"Tear Up Texas": FBI Encouraged a 2015 Shooting & Did Nothing to Stop It
Remembering the Curtis Culwell Center attack in which an undercover FBI agent encouraged shooters, followed them to the attack site, and didn't stop them.
The most plausible hypothesis for the July 13, 2024 assassination attempt in Butler, Pennsylvania is that Thomas Matthew Crooks was already on the radar of the Secret Service, Department of Homeland Security, or the FBI in the days before he went to the event with his rifle.
Most likely, he indulged in some online chatter with others whose true identity he himself did not know. In the course of this chatter, he identified himself as being passionately interested in shooting rifles and frequently practiced firing his rifle at a range—a representation that could be easily verified. A good investigator would also examine the hypothesis that he somehow—probably in veiled language—indicated he was interested in shooting Donald Trump.
Instead of discouraging this fantasy, someone on the other side of the chat encouraged it, and encouraged him to attend the scheduled rally in Butler to take a shot at Trump. Again, the language was probably veiled—something along the lines of, “I hear there’ll be a nice shooting range at the Butler Show Grounds this Saturday between the American Glass Research building and the stage.”
Contemplating this hypothesis reminded me of the Curtis Culwell Center attack in Garland, Texas on May 3, 2015. The perpetrators had been monitored by the FBI for years, as they were suspected of consorting with Islamic terrorists and probably planning a terrorist attack on American soil.
The would-be shooters, who lived in Phoenix, Arizona, thought they were exchanging text messages with a fellow Islamic terrorists. In fact they were texting with an undercover FBI agent who encouraged them to attack an event scheduled at the Curtis Culwell Center. As the agent memorably put it in a text message, “Tear Up Texas.”
The two perpetrators then loaded their car in Phoenix and hit the road to Arlington. Again, unbeknownst to them, they were being tracked the entire time. On the day of the convention, they parked by the Curtis Culwell Center, got out of their car with their loaded weapons, and walked towards the entrance—with the FBI undercover agent following right behind them.
While the undercover agent did nothing to intervene, a local security guard saw the armed men approaching, and he took decisive action, using his own sidearm to neutralize the men before they could enter the convention center with their semi-automatic rifles and innumerable loaded magazines. Had the security guard not intervened, God knows how many people in the building would have been shot.
Not long after the incident, it was discovered that the undercover FBI agent had encouraged the shooters, followed them to the event, and done nothing to intervene. The security guard—who was shot and wounded but survived his injury—sued the FBI and Department of Justice, which dodged liability when their declaration of sovereign immunity was upheld in court.
Readers who are interested in learning more about the Curtis Culwell Center attack may check out this 2018 news report on the lawsuit.
A proper investigation of the Butler, Pennsylvania assassination attempt on Donald Trump would start with the hypothetical proposition at least one federal law enforcement agent knew about Thomas Matthew Crooks before he attended the rally. Crooks drove to the rally without encountering any intervention and then climbed onto the roof of the American Glass Research building with his rifle—again with no law enforcement intervening to stop him.
I find it fascinating that we live in a total surveillance state, but then this system magically fails on the people it was designed for to catch.
It is all so sickening. Betrayal of the American public is complete. And the tragic loss of life of the father protecting his family And severe injuries of others, all for their corruption.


• Work instructions
Each of the entries should be retyped precisely as it appears.
Segment Start: Material to process
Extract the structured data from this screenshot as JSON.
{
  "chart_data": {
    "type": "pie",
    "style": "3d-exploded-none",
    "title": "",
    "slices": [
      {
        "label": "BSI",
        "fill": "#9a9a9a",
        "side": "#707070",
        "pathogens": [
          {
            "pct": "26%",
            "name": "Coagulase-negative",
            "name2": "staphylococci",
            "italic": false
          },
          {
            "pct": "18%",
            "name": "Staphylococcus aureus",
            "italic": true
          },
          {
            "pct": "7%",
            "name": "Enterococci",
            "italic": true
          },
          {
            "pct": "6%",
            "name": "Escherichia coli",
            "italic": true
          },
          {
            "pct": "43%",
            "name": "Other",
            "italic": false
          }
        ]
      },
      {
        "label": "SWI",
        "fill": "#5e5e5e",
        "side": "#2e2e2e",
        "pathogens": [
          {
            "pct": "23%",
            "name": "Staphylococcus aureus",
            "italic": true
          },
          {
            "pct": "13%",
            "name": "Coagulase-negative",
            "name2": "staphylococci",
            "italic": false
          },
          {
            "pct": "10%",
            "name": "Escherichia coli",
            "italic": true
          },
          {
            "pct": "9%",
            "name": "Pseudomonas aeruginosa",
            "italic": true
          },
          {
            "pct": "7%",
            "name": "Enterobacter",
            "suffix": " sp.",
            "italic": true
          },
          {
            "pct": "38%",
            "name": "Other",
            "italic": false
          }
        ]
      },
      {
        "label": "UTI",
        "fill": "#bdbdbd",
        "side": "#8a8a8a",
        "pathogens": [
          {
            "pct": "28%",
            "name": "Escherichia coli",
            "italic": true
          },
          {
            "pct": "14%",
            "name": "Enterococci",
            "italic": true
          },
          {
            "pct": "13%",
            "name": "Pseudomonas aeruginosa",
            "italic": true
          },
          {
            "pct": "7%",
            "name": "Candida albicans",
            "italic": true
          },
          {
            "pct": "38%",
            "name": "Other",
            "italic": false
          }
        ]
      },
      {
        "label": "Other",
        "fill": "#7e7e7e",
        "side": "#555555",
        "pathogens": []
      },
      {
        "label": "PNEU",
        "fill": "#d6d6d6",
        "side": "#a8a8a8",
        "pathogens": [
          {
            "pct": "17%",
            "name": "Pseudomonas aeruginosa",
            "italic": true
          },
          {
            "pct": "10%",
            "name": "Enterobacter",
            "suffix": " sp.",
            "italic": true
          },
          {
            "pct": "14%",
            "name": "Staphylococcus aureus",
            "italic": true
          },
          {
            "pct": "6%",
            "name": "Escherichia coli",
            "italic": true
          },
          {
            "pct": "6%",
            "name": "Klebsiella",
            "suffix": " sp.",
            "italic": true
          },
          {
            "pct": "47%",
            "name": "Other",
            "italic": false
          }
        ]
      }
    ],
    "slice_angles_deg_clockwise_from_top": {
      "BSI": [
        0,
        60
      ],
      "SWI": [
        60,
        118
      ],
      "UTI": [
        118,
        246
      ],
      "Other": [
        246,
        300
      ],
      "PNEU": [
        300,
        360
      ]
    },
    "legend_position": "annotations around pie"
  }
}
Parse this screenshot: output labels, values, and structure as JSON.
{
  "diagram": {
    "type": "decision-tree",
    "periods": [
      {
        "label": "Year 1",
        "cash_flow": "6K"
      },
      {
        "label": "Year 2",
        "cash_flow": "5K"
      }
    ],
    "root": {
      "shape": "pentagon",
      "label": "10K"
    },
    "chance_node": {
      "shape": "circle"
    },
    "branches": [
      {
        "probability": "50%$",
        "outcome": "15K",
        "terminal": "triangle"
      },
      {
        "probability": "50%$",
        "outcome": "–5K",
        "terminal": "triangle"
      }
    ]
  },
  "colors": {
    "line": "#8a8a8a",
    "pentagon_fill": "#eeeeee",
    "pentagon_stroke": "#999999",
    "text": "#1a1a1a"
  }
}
Segment End: Material to process
• Task response
Extract the structured data from this screenshot as JSON.
{
  "chart_data": {
    "type": "pie",
    "style": "3d-exploded-none",
    "title": "",
    "slices": [
      {
        "label": "BSI",
        "fill": "#9a9a9a",
        "side": "#707070",
        "pathogens": [
          {
            "pct": "26%",
            "name": "Coagulase-negative",
            "name2": "staphylococci",
            "italic": false
          },
          {
            "pct": "18%",
            "name": "Staphylococcus aureus",
            "italic": true
          },
          {
            "pct": "7%",
            "name": "Enterococci",
            "italic": true
          },
          {
            "pct": "6%",
            "name": "Escherichia coli",
            "italic": true
          },
          {
            "pct": "43%",
            "name": "Other",
            "italic": false
          }
        ]
      },
      {
        "label": "SWI",
        "fill": "#5e5e5e",
        "side": "#2e2e2e",
        "pathogens": [
          {
            "pct": "23%",
            "name": "Staphylococcus aureus",
            "italic": true
          },
          {
            "pct": "13%",
            "name": "Coagulase-negative",
            "name2": "staphylococci",
            "italic": false
          },
          {
            "pct": "10%",
            "name": "Escherichia coli",
            "italic": true
          },
          {
            "pct": "9%",
            "name": "Pseudomonas aeruginosa",
            "italic": true
          },
          {
            "pct": "7%",
            "name": "Enterobacter",
            "suffix": " sp.",
            "italic": true
          },
          {
            "pct": "38%",
            "name": "Other",
            "italic": false
          }
        ]
      },
      {
        "label": "UTI",
        "fill": "#bdbdbd",
        "side": "#8a8a8a",
        "pathogens": [
          {
            "pct": "28%",
            "name": "Escherichia coli",
            "italic": true
          },
          {
            "pct": "14%",
            "name": "Enterococci",
            "italic": true
          },
          {
            "pct": "13%",
            "name": "Pseudomonas aeruginosa",
            "italic": true
          },
          {
            "pct": "7%",
            "name": "Candida albicans",
            "italic": true
          },
          {
            "pct": "38%",
            "name": "Other",
            "italic": false
          }
        ]
      },
      {
        "label": "Other",
        "fill": "#7e7e7e",
        "side": "#555555",
        "pathogens": []
      },
      {
        "label": "PNEU",
        "fill": "#d6d6d6",
        "side": "#a8a8a8",
        "pathogens": [
          {
            "pct": "17%",
            "name": "Pseudomonas aeruginosa",
            "italic": true
          },
          {
            "pct": "10%",
            "name": "Enterobacter",
            "suffix": " sp.",
            "italic": true
          },
          {
            "pct": "14%",
            "name": "Staphylococcus aureus",
            "italic": true
          },
          {
            "pct": "6%",
            "name": "Escherichia coli",
            "italic": true
          },
          {
            "pct": "6%",
            "name": "Klebsiella",
            "suffix": " sp.",
            "italic": true
          },
          {
            "pct": "47%",
            "name": "Other",
            "italic": false
          }
        ]
      }
    ],
    "slice_angles_deg_clockwise_from_top": {
      "BSI": [
        0,
        60
      ],
      "SWI": [
        60,
        118
      ],
      "UTI": [
        118,
        246
      ],
      "Other": [
        246,
        300
      ],
      "PNEU": [
        300,
        360
      ]
    },
    "legend_position": "annotations around pie"
  }
}
Parse this screenshot: output labels, values, and structure as JSON.
{
  "diagram": {
    "type": "decision-tree",
    "periods": [
      {
        "label": "Year 1",
        "cash_flow": "6K"
      },
      {
        "label": "Year 2",
        "cash_flow": "5K"
      }
    ],
    "root": {
      "shape": "pentagon",
      "label": "10K"
    },
    "chance_node": {
      "shape": "circle"
    },
    "branches": [
      {
        "probability": "50%$",
        "outcome": "15K",
        "terminal": "triangle"
      },
      {
        "probability": "50%$",
        "outcome": "–5K",
        "terminal": "triangle"
      }
    ]
  },
  "colors": {
    "line": "#8a8a8a",
    "pentagon_fill": "#eeeeee",
    "pentagon_stroke": "#999999",
    "text": "#1a1a1a"
  }
}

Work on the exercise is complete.